NCTA: FCC's BDS Regs Must Focus on Market Power
The National Cable & Telecommunications Association says it has risked billions of dollars of investment to get into the business data services (BDS) market—a market the FCC says is key to the rollout of 5G—and its reward from the regulator is the potential of rate regs and unbundling that will hurt its chances of reaping the rewards of that risk.
In its comments on the FCC proposal to institute a technology-neutral framework—which means regulating competitors and new entrants as well as incumbents based on an as-yet undefined definition of market competitiveness—NCTA said the FCC's proposal, which was approved along party lines in April, threatens the key goal of fostering facilities-based competition.
NCTA says the key issue is what providers of BDS service, and the answer should be the dominant carriers, not their competitors. "The Commission has long understood that there is never a need to regulate a new entrant because it has no ability to charge unjust and unreasonable prices," it told the FCC.
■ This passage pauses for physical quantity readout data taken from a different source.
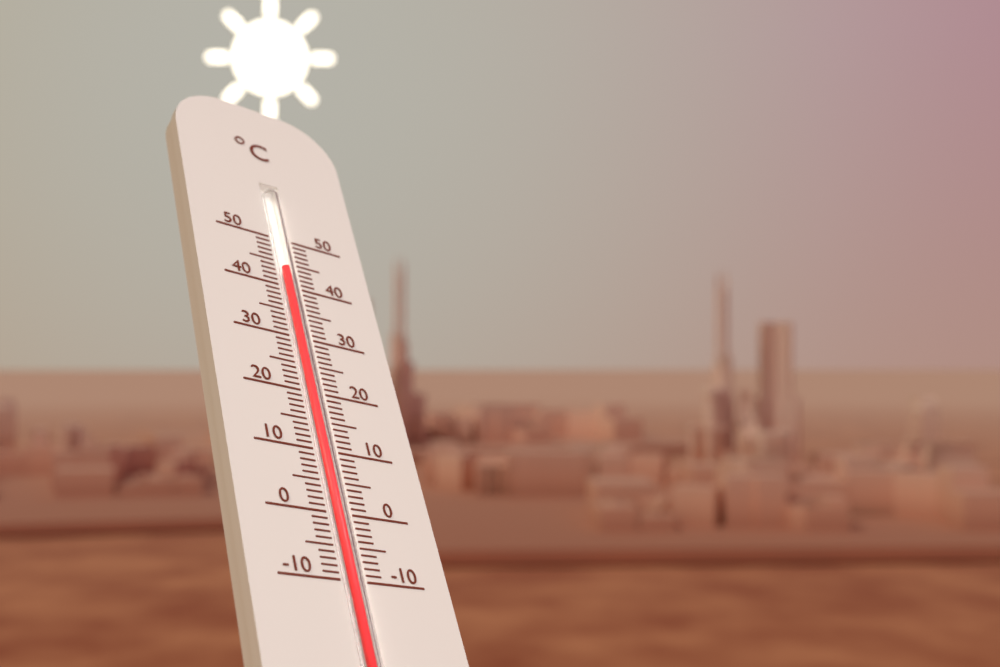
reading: 44 °C
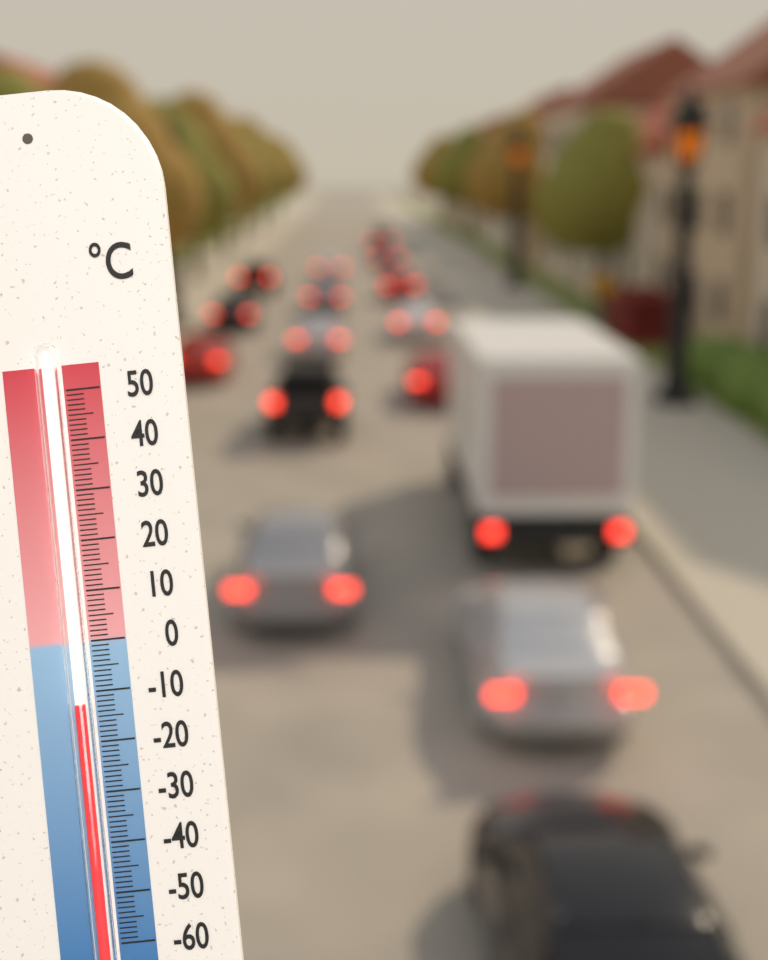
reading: -12 °C
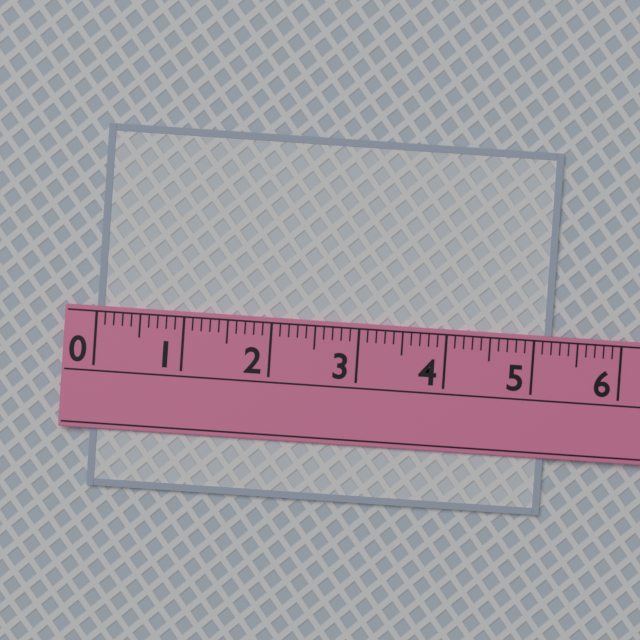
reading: 5.2 (no unit)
NCTA says the FCC's reason for the regulatory remake—"technology neutrality"—has no basis in statute and "never has been the basis for imposing rate regulation on companies that do not possess market power."
NCTA does not buy the FCC's tentative conclusion that the BDS marketplace is broken. "Worse, the Commission appears set on a course that will decrease investment and harm competition by not only imposing significant rate reductions on incumbent providers, but also seeking to require competitive providers to share their networks [unbundling] at those newly regulated rates.
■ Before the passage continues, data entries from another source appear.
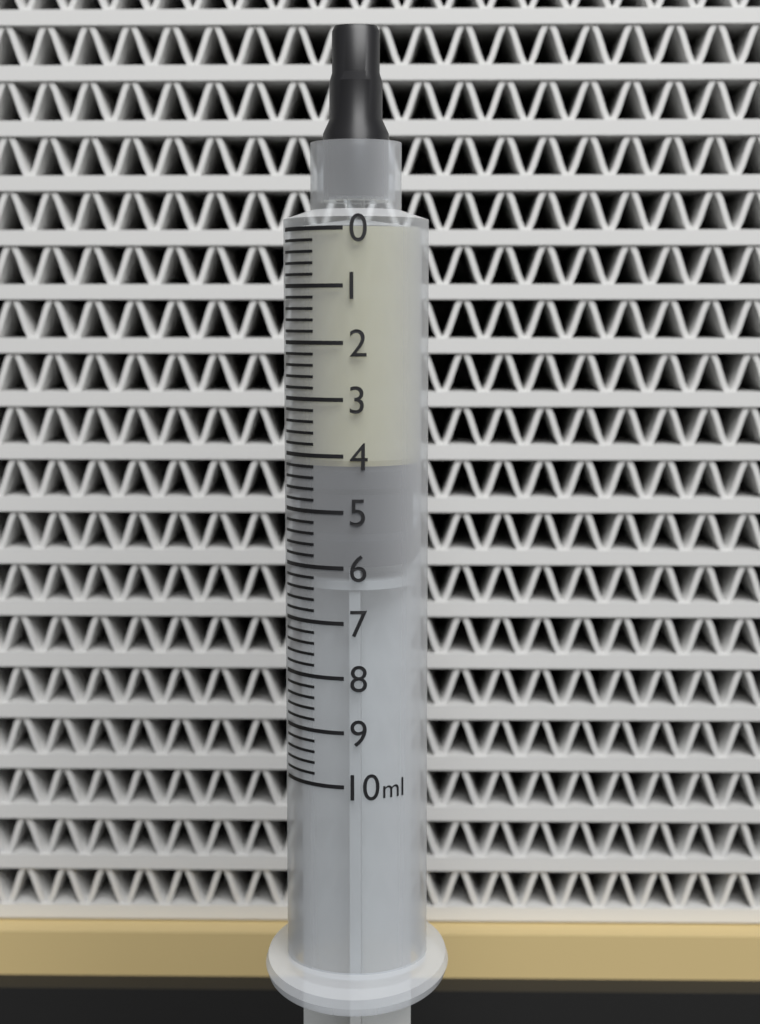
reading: 4.2 ml
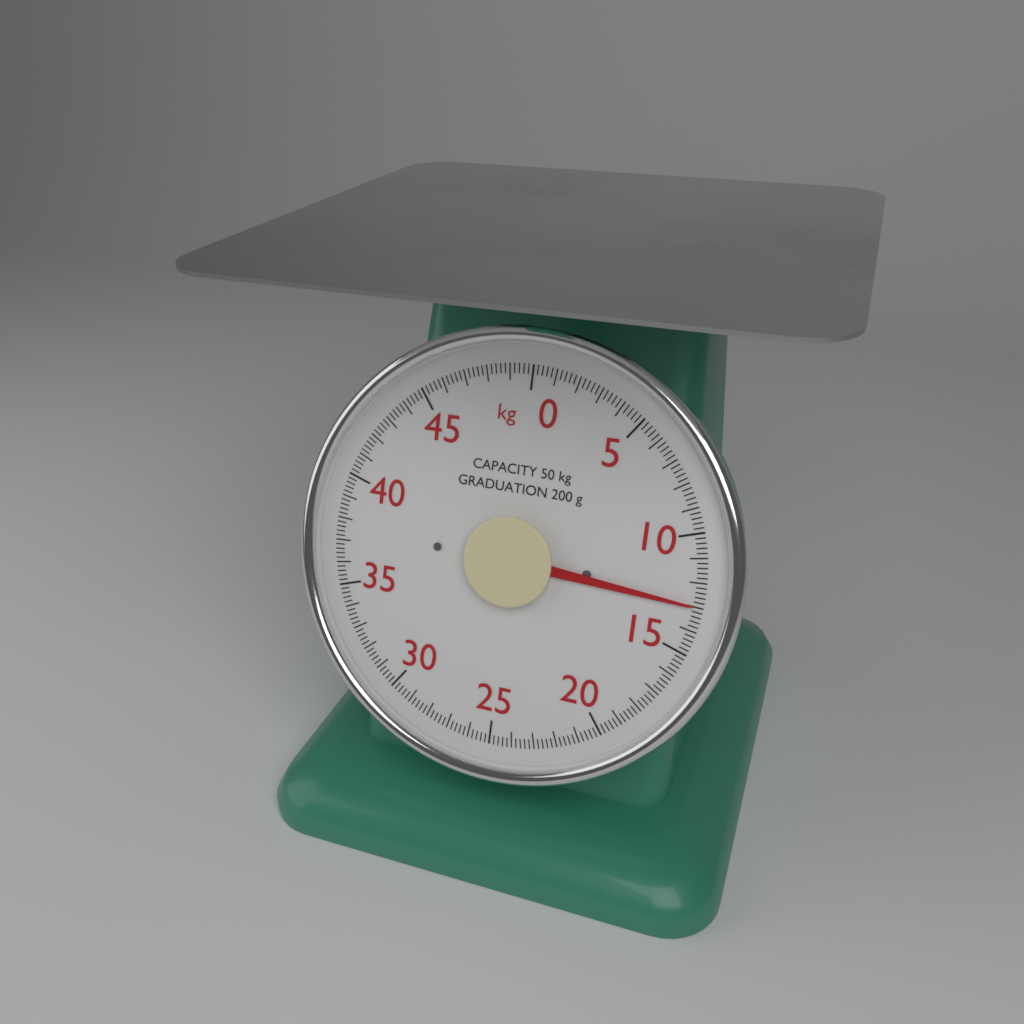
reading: 13.0 kg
"In a stark departure from sound economic and regulatory policy, the Commission proposes to regulate a market that exhibits all of the hallmarks of a well-functioning, highly competitive market," said NCTA.
The trade group said that some 500 companies report providing this service as of 2013, and that is probably an underestimation.
Broadcasting & Cable Newsletter
The smarter way to stay on top of broadcasting and cable industry. Sign up below
Contributing editor John Eggerton has been an editor and/or writer on media regulation, legislation and policy for over four decades, including covering the FCC, FTC, Congress, the major media trade associations, and the federal courts. In addition to Multichannel News and Broadcasting + Cable, his work has appeared in Radio World, TV Technology, TV Fax, This Week in Consumer Electronics, Variety and the Encyclopedia Britannica.